I was reading post last week, on a search engine optimisation (SEO) blog. As I’m interested in SEO and there were several other interesting posts, I bookmarked the site and decided to go back later.
When I went back to the site (5 hours later), I found that the blog was ‘down.’ This can happen to literally anyone, so later that night I tried again and it was still offline. The next morning I tried it again and found it was working, but really slow – too slow to use without going nuts!
I tried it again this morning (a week later) and once again it’s just too slow to use.
Get the best hosting you can afford
As with many things in life, when it comes to web hosting, you get what you pay for – especially with ‘cheap’ hosting packages!
You can have the most optimised site, with the most kick-ass content and stunning design, but you will really struggle to build a readership, if people find your site to be unreliable.
A solid, reliable host should be the foundation of a commercial website, not a place to cut corners. The cost to your business of using a cheap hosting provider can be immense.


You hit this one right on the nose! We see it everyday where clients go to budget host XYZ to save a few bucks, and then complain that their site is slow, down, etc… and then it starts affecting their bottom line in loss of sales and readers.
When hosting is too cheap, the host has to cut corners to make a profit, and this is often accomplished by packing customers onto servers to maximize profit. The downside is this often translates into overtaxed servers, so dynamic pages (like a blog) are slow to load, mysql errors start to pop up, and the website is not a pleasure to use or browse.
Look for a host that is not bottom of the barrel in terms of price, has responsive support, is not vilified in reviews, and has some experience with the type of webpages you use. A few dollars a month more can translate into big savings when you avoid downtime, and their support does not have you pulling your hair out when trying to solve simple issues.
If you run an ecommerce store, finding the right host is even more important, as having a problem with your online store can mean a loss of sales. If your host cannot fix issues quickly and correctly, this prolongs simple outages, which compounds the losses you experience, and negates *any* savings on hosting.
Rob – LexiConn
Thanks for all those tips and pointers Rob. Extremely useful!!
I do a ton of research on hosts before getting packages. I’ve only switched once, and my current host is pretty good with uptimes. However, I am definitely planning to switch to a higher-performance host when my budget allows…
The thing about “cheap” hosting is that it’s affordable. Some people (17-year-old’s for instance) simply cannot consistently produce money for super dedicated servers. We have to get the best deal at a price we can pay.
However, I wouldn’t buy free hosting, or $2/month hosting. You have to know your needs and do the work.
Between those awful $2 a month hosting providers and dedicated servers are many great, extremely reliable providers.
By the time a site / blog has generated the traffic that needs a full-on, dedicated server, it should already be able to generate the income required to cover the costs.
Or you could always have your hosting ‘gifted’ to you, by a host who wants access to your readers? That’s what Chris Brogan and many, many other well-read bloggers do.
I don’t think I’m famous enough for that yet, haha. Maybe one day…who is he hosted with?
Rackspace – I’m not a fan of them myself though.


Prompt:
In the records below, count every line that contains the word "lovebug" and report only the total.

[Web page and app entries]
= Beginning of Section =
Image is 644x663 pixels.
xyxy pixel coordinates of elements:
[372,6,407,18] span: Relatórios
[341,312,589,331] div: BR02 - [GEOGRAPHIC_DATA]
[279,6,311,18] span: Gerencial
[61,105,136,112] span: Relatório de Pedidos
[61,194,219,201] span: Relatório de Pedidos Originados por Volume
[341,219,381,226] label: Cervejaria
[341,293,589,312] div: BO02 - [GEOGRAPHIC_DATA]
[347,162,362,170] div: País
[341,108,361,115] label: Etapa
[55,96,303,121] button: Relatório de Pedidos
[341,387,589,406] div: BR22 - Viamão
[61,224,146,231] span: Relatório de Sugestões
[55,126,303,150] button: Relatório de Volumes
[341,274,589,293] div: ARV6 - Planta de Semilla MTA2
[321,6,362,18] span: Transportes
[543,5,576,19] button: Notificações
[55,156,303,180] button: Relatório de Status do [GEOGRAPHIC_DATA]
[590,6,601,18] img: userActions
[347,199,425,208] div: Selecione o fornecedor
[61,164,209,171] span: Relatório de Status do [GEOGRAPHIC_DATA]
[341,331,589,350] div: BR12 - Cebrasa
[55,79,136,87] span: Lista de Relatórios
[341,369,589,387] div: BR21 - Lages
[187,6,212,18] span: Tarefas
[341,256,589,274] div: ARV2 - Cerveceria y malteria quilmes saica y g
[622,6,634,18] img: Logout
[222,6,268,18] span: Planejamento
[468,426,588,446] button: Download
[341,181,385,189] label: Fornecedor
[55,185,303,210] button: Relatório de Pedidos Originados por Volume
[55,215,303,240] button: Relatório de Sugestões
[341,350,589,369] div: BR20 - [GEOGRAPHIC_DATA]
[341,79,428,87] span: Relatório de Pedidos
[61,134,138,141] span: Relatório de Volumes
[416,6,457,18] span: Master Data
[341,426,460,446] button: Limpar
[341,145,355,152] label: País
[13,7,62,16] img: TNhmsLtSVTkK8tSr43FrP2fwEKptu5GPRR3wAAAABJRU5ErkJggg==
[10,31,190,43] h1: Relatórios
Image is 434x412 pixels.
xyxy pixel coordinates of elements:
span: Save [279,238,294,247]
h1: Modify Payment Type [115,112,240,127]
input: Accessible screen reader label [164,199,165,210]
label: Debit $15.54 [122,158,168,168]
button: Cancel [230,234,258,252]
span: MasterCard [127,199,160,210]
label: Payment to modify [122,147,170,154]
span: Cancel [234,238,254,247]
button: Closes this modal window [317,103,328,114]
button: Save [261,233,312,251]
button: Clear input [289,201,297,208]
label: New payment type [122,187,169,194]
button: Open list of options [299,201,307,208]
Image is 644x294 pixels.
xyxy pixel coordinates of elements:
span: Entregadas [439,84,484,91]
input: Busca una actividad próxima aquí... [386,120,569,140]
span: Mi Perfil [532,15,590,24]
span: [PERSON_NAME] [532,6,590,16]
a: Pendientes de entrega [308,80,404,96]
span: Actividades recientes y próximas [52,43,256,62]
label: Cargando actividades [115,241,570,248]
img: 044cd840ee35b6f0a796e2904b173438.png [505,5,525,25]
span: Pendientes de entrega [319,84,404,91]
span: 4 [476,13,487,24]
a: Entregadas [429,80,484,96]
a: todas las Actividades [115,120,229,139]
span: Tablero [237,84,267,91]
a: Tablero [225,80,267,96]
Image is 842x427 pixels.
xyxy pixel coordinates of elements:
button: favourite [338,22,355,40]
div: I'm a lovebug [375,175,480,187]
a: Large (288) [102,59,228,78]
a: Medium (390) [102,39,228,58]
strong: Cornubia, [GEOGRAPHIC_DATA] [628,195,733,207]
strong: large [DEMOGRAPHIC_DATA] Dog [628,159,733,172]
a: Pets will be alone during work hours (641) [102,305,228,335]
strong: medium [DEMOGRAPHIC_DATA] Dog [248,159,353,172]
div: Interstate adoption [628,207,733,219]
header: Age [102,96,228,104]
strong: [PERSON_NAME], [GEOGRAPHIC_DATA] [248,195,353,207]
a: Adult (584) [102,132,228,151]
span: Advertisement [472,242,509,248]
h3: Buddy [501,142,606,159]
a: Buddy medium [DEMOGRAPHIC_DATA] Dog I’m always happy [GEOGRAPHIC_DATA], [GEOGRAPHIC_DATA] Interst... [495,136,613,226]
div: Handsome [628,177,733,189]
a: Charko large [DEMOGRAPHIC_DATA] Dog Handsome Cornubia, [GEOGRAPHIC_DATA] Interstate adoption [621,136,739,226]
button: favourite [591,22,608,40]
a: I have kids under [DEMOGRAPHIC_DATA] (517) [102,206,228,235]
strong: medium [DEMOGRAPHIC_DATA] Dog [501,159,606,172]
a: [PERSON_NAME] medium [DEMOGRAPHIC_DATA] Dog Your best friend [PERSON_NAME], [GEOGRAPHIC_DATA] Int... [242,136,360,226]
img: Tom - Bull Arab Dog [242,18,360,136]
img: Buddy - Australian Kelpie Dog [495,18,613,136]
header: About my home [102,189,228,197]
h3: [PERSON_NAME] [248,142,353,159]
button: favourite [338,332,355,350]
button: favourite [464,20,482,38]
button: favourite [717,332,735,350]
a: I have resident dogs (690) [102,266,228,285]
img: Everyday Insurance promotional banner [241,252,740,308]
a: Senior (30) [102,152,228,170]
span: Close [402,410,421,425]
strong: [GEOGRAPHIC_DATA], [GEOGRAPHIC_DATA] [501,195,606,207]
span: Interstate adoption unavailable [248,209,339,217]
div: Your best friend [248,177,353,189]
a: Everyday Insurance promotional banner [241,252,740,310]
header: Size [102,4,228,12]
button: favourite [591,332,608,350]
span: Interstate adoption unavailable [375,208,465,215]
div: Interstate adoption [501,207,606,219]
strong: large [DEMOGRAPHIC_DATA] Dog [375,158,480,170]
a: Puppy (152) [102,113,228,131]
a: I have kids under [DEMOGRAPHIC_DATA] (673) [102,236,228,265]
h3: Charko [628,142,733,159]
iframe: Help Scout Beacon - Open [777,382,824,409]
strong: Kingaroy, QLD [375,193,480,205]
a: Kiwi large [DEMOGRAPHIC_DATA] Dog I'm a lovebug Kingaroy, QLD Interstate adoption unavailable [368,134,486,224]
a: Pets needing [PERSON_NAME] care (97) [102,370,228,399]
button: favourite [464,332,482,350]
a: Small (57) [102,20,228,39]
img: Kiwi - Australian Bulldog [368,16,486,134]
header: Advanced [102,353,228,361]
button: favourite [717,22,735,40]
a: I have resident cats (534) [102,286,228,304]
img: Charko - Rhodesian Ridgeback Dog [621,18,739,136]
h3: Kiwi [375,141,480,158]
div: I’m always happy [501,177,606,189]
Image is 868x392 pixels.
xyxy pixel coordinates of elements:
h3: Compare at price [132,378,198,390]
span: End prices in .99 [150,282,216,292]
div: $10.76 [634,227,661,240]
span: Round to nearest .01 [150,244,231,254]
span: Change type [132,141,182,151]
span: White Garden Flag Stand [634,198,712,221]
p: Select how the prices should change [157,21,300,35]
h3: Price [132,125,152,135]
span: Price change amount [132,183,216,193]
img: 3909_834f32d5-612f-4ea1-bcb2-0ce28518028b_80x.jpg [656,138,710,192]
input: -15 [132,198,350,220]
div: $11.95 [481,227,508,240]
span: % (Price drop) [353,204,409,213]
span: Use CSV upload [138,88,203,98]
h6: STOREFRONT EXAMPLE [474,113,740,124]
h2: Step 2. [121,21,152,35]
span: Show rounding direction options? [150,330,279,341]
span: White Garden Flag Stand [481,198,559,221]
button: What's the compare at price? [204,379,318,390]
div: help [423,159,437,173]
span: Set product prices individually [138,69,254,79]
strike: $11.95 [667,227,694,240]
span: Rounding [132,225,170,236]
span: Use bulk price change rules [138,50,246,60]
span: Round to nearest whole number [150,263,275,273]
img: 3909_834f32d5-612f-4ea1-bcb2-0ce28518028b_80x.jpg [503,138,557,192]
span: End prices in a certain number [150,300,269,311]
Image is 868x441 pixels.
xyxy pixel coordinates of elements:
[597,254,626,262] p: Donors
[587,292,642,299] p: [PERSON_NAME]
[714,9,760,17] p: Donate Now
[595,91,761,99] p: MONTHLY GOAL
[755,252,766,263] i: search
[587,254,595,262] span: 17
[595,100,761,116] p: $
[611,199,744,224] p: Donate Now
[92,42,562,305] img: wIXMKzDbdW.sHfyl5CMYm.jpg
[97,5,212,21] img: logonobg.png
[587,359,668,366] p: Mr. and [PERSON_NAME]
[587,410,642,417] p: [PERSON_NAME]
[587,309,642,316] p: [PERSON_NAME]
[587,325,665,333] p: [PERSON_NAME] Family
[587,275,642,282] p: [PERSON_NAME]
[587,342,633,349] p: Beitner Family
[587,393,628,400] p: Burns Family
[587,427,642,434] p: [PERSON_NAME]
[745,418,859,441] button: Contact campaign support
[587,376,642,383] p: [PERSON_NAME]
= End of Section =
Reply:
2